UKIP MEP David Coburn has been ridiculed on social media after his tweet stressing the need for NHS workers to have strong English skills turned into an epic grammar fail.
The Scottish politician was focusing on the subtleties of interaction between doctor and patient and the importance that both understand each other clearly.
Relationship between doctor and patient is complex both intend of diagnosis communication and treatment requires high proficiency of english
— David Coburn MEP (@DavidCoburnUKip) May 28, 2016
The Brexiteer’s failure to double check what he wrote didn’t go amiss with social media users who were only too willing to point out the mistakes.
I think this #UKIP MEP is complaining about poor English, but I'd need his tweet translated into English to be sure. https://t.co/6GXO6GkUD5
— Iain Brassington (@IBrasso) May 28, 2016
Being a #UKIP MEP, however, does NOT require high levels of proficiency in English. https://t.co/FB9VazWzhy
— Mark Bartlam (@MarkIsAngry) May 29, 2016
Only a #UKIP MEP could make a point about "high proficiency of English" by writing unintelligibly. #brillianthttps://t.co/f7ZCyPkEAP
— charliesnow (@CharlieSnow) May 28, 2016
@DavidCoburnUKip I ain't not never got no clue of what you just said, nuh uh
— Dan Davidson (@DanDavidson82) May 28, 2016
Working as a politician in the European parliament usually requires a decent smattering of French and Coburn is apparently pretty confident speaking the language of Voltaire.
So confident, in fact, that he’s not shy when it comes to mocking the French and their use of language either.
David Coburn opens his UKIP manifesto speech with a crack at the French pic.twitter.com/oAR70aOs7Q
— Philip Sim (@BBCPhilipSim) April 7, 2016
His tweet is far from the biggest twitter fail from a politician though.
When Labour’s Ed Balls accidentally tweeted his own name back in 2011, he was widely mocked. The incident eventually spawned 'Ed Balls Day,' which is still celebrated each year on April 28.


### Instructions to follow
Return each line of the data below verbatim; pictures are to be left out.

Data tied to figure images
------
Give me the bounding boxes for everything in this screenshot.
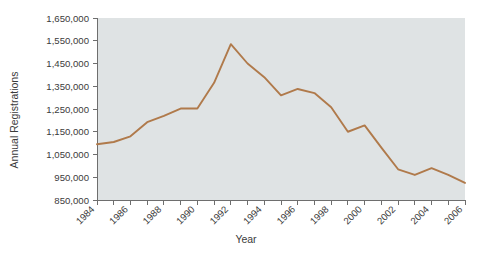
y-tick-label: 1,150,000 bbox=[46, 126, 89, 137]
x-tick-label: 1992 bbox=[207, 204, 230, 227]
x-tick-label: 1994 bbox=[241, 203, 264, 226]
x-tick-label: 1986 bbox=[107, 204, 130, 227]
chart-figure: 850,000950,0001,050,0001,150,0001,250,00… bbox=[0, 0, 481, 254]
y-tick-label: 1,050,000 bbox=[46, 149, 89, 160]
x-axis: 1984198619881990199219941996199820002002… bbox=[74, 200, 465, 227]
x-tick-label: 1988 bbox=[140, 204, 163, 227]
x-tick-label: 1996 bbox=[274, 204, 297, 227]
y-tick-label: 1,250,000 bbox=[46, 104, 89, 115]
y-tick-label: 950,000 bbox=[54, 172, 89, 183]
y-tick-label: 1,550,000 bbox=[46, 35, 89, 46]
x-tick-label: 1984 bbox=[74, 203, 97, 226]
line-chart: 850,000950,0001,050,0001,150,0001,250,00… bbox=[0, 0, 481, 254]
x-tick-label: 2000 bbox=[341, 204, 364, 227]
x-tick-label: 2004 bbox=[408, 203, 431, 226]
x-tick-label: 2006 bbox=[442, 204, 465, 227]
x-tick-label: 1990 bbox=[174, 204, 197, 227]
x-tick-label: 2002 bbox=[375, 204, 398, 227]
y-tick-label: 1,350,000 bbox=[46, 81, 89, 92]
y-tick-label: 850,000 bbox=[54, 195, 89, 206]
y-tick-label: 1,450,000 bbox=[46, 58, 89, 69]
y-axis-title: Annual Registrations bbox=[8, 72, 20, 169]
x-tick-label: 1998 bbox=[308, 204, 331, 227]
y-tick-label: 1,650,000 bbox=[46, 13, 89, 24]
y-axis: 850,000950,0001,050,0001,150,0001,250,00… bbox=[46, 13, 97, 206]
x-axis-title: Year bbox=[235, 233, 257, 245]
------
### Response to this exercise
Give me the bounding boxes for everything in this screenshot.
y-tick-label: 1,150,000 bbox=[46, 126, 89, 137]
x-tick-label: 1992 bbox=[207, 204, 230, 227]
x-tick-label: 1994 bbox=[241, 203, 264, 226]
x-tick-label: 1986 bbox=[107, 204, 130, 227]
chart-figure: 850,000950,0001,050,0001,150,0001,250,00… bbox=[0, 0, 481, 254]
y-tick-label: 1,050,000 bbox=[46, 149, 89, 160]
x-axis: 1984198619881990199219941996199820002002… bbox=[74, 200, 465, 227]
x-tick-label: 1988 bbox=[140, 204, 163, 227]
x-tick-label: 1996 bbox=[274, 204, 297, 227]
y-tick-label: 1,250,000 bbox=[46, 104, 89, 115]
y-tick-label: 950,000 bbox=[54, 172, 89, 183]
y-tick-label: 1,550,000 bbox=[46, 35, 89, 46]
x-tick-label: 1984 bbox=[74, 203, 97, 226]
line-chart: 850,000950,0001,050,0001,150,0001,250,00… bbox=[0, 0, 481, 254]
x-tick-label: 2000 bbox=[341, 204, 364, 227]
x-tick-label: 2004 bbox=[408, 203, 431, 226]
x-tick-label: 2006 bbox=[442, 204, 465, 227]
x-tick-label: 1990 bbox=[174, 204, 197, 227]
x-tick-label: 2002 bbox=[375, 204, 398, 227]
y-tick-label: 1,350,000 bbox=[46, 81, 89, 92]
y-tick-label: 850,000 bbox=[54, 195, 89, 206]
y-tick-label: 1,450,000 bbox=[46, 58, 89, 69]
y-axis-title: Annual Registrations bbox=[8, 72, 20, 169]
x-tick-label: 1998 bbox=[308, 204, 331, 227]
y-tick-label: 1,650,000 bbox=[46, 13, 89, 24]
y-axis: 850,000950,0001,050,0001,150,0001,250,00… bbox=[46, 13, 97, 206]
x-axis-title: Year bbox=[235, 233, 257, 245]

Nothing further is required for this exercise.